There have been more than twenty IUS activity scores developed for adults with CD and UC, with the most common and important parameters being BWT, followed by both hyperemia and bowel wall stratification[21]. Only a few recently developed IUS scores have been validated with a standardized endoscopic score. They are simple and can be used at the point-of-care for clinical decision making without significant time for calculation (Table 2)[19,20,22-24]. Only two scores specific to children with IBD have been developed, one CD and one UC, and only the UC score is validated with an endoscopic score[24,25]. A novel IUS score recently developed by a group of international experts, the International Bowel Ultrasound Group (IBUS)-SAS (score 0-100), is yet to be validated and is more complex.
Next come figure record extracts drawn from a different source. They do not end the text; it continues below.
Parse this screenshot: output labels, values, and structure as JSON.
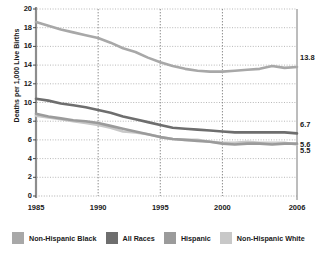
{
  "chart_data": {
    "type": "line",
    "title": "",
    "xlabel": "",
    "ylabel": "Deaths per 1,000 Live Births",
    "xlim": [
      1985,
      2006
    ],
    "ylim": [
      0,
      20
    ],
    "grid": true,
    "legend_position": "bottom",
    "ytick_labels": [
      "20",
      "18",
      "16",
      "14",
      "12",
      "10",
      "8",
      "6",
      "4",
      "2",
      "0"
    ],
    "ytick_values": [
      20,
      18,
      16,
      14,
      12,
      10,
      8,
      6,
      4,
      2,
      0
    ],
    "xtick_labels": [
      "1985",
      "1990",
      "1995",
      "2000",
      "2006"
    ],
    "xtick_values": [
      1985,
      1990,
      1995,
      2000,
      2006
    ],
    "x": [
      1985,
      1986,
      1987,
      1988,
      1989,
      1990,
      1991,
      1992,
      1993,
      1994,
      1995,
      1996,
      1997,
      1998,
      1999,
      2000,
      2001,
      2002,
      2003,
      2004,
      2005,
      2006
    ],
    "series": [
      {
        "name": "Non-Hispanic Black",
        "color": "#a8a8a8",
        "end_label": "13.8",
        "values": [
          18.6,
          18.2,
          17.8,
          17.5,
          17.2,
          16.9,
          16.4,
          15.8,
          15.4,
          14.8,
          14.3,
          13.9,
          13.6,
          13.4,
          13.3,
          13.3,
          13.4,
          13.5,
          13.6,
          13.9,
          13.7,
          13.8
        ]
      },
      {
        "name": "All Races",
        "color": "#6e6e6e",
        "end_label": "6.7",
        "values": [
          10.4,
          10.2,
          9.9,
          9.7,
          9.5,
          9.2,
          8.9,
          8.5,
          8.2,
          7.9,
          7.6,
          7.3,
          7.2,
          7.1,
          7.0,
          6.9,
          6.8,
          6.8,
          6.8,
          6.8,
          6.8,
          6.7
        ]
      },
      {
        "name": "Hispanic",
        "color": "#9b9b9b",
        "end_label": "5.6",
        "values": [
          8.8,
          8.5,
          8.3,
          8.1,
          8.0,
          7.8,
          7.5,
          7.2,
          6.9,
          6.6,
          6.3,
          6.1,
          6.0,
          5.9,
          5.8,
          5.6,
          5.5,
          5.6,
          5.6,
          5.5,
          5.6,
          5.6
        ]
      },
      {
        "name": "Non-Hispanic White",
        "color": "#c8c8c8",
        "end_label": "5.5",
        "values": [
          8.6,
          8.4,
          8.2,
          8.0,
          7.8,
          7.6,
          7.3,
          6.9,
          6.8,
          6.6,
          6.3,
          6.1,
          6.0,
          6.0,
          5.8,
          5.7,
          5.7,
          5.8,
          5.7,
          5.7,
          5.7,
          5.5
        ]
      }
    ]
  },
  "legend": {
    "items": [
      {
        "label": "Non-Hispanic Black",
        "color": "#a8a8a8"
      },
      {
        "label": "All Races",
        "color": "#6e6e6e"
      },
      {
        "label": "Hispanic",
        "color": "#9b9b9b"
      },
      {
        "label": "Non-Hispanic White",
        "color": "#c8c8c8"
      }
    ]
  },
  "axis": {
    "y_title": "Deaths per 1,000 Live Births"
  }
}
Although its clinical utility may be limited, it may serve as a novel score for disease monitoring and treatment response in clinical trials[26].
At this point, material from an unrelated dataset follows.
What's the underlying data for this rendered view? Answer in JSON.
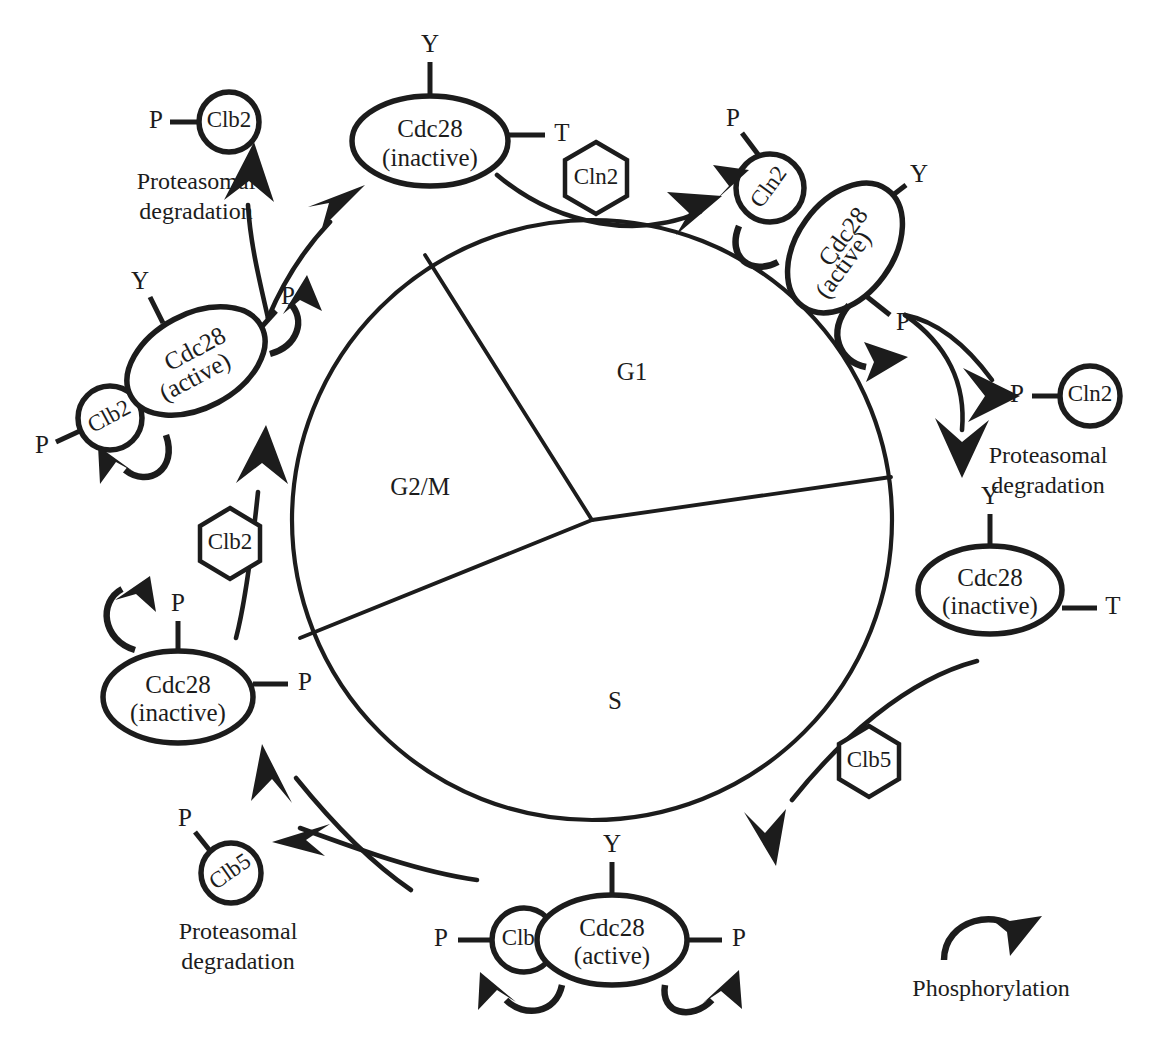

IUS scoring system | BWT (mm) | iFAT | Modified LS | LBWS | Other |
Crohn’s disease indices | |||||
SUS-CD (0-5)[19] | 0: < 3.0 | 0: LS 0 | |||
1: 3.0-4.9 | 1: LS 1-2 | ||||
2: 5.0-7.9 | 2: LS 3 | ||||
3: ≥ 8.0 | |||||
Simple US score[20] | 0.957 (BWT) | 0.859 (LS) | |||
Ulcerative colitis indices | |||||
MUC[21,24] | 1.4 (BWT) | 0: LS 0 | |||
2: LS 1-3 | |||||
UC-IUS (0-7)[25] | 0: ≤ 2 | 0: Absent | 0: LS 0 | 0: No loss | |
1: 2.1-3.0 | 1: Present | 1: LS 1 | 1: Loss is present | ||
2: 3.1-4.0 | 2: LS 2-3 | ||||
3: > 4 | |||||
Civitelli UC index (0-4)[26] (pediatric) | 0: ≤ 3 | 0: LS 0 | 0: No loss | Abnormal haustrations (0: Normal, 1: Abnormal) | |
1: > 3 | 2: LS 1-3 | 1: Loss is present |
IUS is a reliable tool to monitor treatment response in both CD and UC. Improvement in all IUS parameters (BWT, hyperemia, iFat, bowel wall stratification) can be seen within 12 wk of treatment initiation, with faster changes seen in certain patients and in the colon as compared to the ileum. (30) How to interpret these changes, including defining transmural remission, and the timing of repeat IUS assessments remains an evolving concept.
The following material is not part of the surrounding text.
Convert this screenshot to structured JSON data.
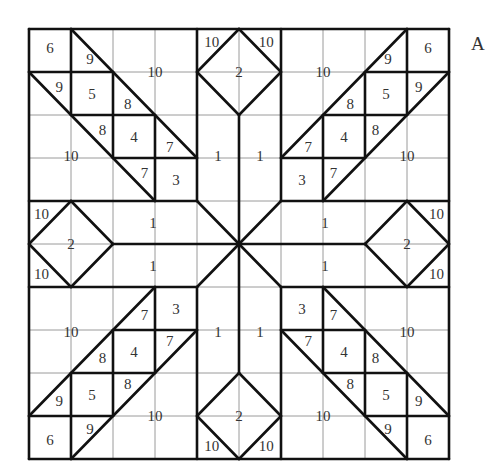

In patients with CD prescribed anti-inflammatory IBD therapy, a large multicenter German study demonstrated that improvement in all IUS measures can be seen at both 3 and 12 mo[27]. TH, defined as a BWT ≤ 3 mm and absent hyperemia by CDS, has been shown to be achievable in approximately 25%-31% of adult patients with CD after 2 years of treatment[28-32]. The STARDUST sub-study recently evaluated the effect of ustekinumab on TH monitored by IUS and demonstrated increasing TH rates to a total of 24.1% by week 48[33]. In 40 adult patients with endoscopically active CD initiating anti-tumor necrosis factor therapy, an 18% decrease in BWT 4-8 wk post-induction predicted endoscopic response [area under the receiver operating characteristic curve (AUROC) =0.77, odds ratio (OR) = 10.80, P = 0.012] and a BWT cut-off of 3.2 mm was accurate to detect endoscopic remission (AUROC = 0.94, OR = 39.42, P < 0.0001) at weeks 12-32[34]. Lastly, a recent multicenter Italian study of adult patients with CD treated with various biologic therapies demonstrated higher rates of TH (defined as normalization of all IUS parameters) with improvement in IUS in 53% at 3 mo and 64% by 1 year with a number needed to treat of 3.6 patients in order to achieve TH. Compared to MH alone, TH is associated with improved outcomes and a decreased risk of long-term disease progression[29,30,35,36].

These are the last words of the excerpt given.